EMC and Elliott Management in January signed a standstill agreement under which Elliott Management expressed satisfaction that EMC was doing what it could to make changes favorable to investors. That agreement ends in September.

Adding to the uncertainty about the EMC Federation is speculation that EMC may purchase the remainder of VMware to cut operational costs, or even that VMware might buy parent company EMC via a downstream acquisition. VMware President and CEO Pat Gelsinger supposedly squelched the latter rumor, according to a report by an Israel-based publication, which talked to him in Israel this month.

Meanwhile, speculation continues over the possibility that Hewlett-Packard is considering acquiring EMC, either with or without VMware.

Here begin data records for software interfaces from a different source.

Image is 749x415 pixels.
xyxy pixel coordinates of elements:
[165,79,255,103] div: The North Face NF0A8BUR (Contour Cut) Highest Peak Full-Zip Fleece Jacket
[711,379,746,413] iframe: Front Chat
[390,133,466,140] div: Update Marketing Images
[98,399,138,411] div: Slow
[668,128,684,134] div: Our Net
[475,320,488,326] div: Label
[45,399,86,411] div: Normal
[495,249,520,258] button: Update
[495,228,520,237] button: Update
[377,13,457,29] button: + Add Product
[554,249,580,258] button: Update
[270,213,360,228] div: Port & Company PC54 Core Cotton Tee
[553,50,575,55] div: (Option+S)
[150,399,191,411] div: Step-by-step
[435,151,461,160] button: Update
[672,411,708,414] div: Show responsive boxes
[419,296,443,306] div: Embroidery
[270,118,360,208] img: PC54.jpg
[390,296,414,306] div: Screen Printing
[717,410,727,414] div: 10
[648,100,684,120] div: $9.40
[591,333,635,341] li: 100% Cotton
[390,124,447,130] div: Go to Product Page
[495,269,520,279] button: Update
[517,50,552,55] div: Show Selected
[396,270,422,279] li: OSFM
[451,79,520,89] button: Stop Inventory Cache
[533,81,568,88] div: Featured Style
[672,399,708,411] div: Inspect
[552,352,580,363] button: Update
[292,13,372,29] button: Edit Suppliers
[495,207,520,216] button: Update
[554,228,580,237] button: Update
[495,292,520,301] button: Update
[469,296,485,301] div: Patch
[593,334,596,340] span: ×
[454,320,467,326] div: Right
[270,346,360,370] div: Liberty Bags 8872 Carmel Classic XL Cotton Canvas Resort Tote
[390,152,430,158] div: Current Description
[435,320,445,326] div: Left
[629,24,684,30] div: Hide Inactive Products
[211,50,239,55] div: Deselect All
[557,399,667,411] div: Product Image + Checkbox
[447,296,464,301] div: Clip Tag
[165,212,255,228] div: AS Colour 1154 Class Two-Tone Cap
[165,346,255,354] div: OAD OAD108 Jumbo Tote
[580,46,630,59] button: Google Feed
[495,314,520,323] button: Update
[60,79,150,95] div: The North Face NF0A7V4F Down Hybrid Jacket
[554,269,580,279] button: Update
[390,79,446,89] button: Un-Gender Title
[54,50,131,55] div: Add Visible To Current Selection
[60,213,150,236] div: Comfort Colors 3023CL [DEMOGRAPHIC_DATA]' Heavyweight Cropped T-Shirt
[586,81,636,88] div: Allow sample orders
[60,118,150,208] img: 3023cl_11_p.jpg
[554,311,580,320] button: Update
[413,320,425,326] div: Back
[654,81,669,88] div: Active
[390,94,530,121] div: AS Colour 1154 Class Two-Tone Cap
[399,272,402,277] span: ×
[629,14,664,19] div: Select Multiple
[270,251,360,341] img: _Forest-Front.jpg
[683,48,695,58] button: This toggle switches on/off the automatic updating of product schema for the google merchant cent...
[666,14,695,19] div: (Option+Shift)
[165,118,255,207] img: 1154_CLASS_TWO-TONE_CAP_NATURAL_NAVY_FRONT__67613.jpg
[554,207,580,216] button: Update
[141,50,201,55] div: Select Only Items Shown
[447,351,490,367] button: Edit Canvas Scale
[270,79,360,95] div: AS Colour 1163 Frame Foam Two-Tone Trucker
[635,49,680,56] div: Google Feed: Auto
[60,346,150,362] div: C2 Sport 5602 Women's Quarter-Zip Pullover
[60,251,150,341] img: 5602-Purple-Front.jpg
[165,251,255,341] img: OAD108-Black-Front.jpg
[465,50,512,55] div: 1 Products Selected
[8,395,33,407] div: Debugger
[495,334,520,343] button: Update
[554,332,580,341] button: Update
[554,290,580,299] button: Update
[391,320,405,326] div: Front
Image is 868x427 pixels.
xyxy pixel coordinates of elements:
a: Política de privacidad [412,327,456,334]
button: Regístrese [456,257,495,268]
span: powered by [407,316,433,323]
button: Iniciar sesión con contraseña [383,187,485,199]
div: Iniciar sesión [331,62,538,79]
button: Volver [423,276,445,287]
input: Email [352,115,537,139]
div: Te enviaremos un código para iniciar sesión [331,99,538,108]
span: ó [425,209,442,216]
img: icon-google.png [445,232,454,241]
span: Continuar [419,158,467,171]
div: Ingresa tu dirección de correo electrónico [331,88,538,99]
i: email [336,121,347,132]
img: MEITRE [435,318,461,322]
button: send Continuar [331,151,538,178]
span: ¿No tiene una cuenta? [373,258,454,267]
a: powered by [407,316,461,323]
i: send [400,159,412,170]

Jamie Shepard, senior vice president for health care and strategy at Lumenate, a Dallas-based solution provider and EMC channel partner, told CRN via email that it was interesting that Thurmond left so quickly to go to Qlik.

Thurmond did a lot of good things while with EMC storage, RSA Security and, finally, at VCE, Shepard wrote.

"[It] just blows me away that he is there. This is a real tell tale sign of the times. Thurmond was part of the EMC RAT Pack, so to speak. One of the old school original guys when EMC really began to hit their stride. For him to leave after 20+ years to go to an analytics firm is astounding to me," he wrote.

Shepard wrote that Thurmond tried to stay "in the family" by moving from EMC to RSA to VCE, but his departure is another sign that people in the EMC Federation are feeling massive pressure within EMC and from board members and investors to make their storage numbers even as the competition grows.

"Unsettling is the future for a lot of these guys, and going to a small analytics firm [like Qlik] is his way of showing everyone that farming data, data lakes for predictive outcomes, is where the money is at. Thurmond is no push over either, very channel focused, strong leader and well respected amongst his peers," he wrote.